[Dataset entries]
^^^^

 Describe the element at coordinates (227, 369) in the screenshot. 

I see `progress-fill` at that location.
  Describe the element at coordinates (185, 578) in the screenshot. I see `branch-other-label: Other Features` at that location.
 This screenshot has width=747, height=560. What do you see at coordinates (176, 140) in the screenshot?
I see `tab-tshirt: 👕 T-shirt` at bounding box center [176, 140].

^^^^

# EXERCISE PROMPT
Look at the entries above. Then set all of them down again exactly.

# THE COMPLETED TASK
 Describe the element at coordinates (227, 369) in the screenshot. 

I see `progress-fill` at that location.
  Describe the element at coordinates (185, 578) in the screenshot. I see `branch-other-label: Other Features` at that location.
 This screenshot has width=747, height=560. What do you see at coordinates (176, 140) in the screenshot?
I see `tab-tshirt: 👕 T-shirt` at bounding box center [176, 140].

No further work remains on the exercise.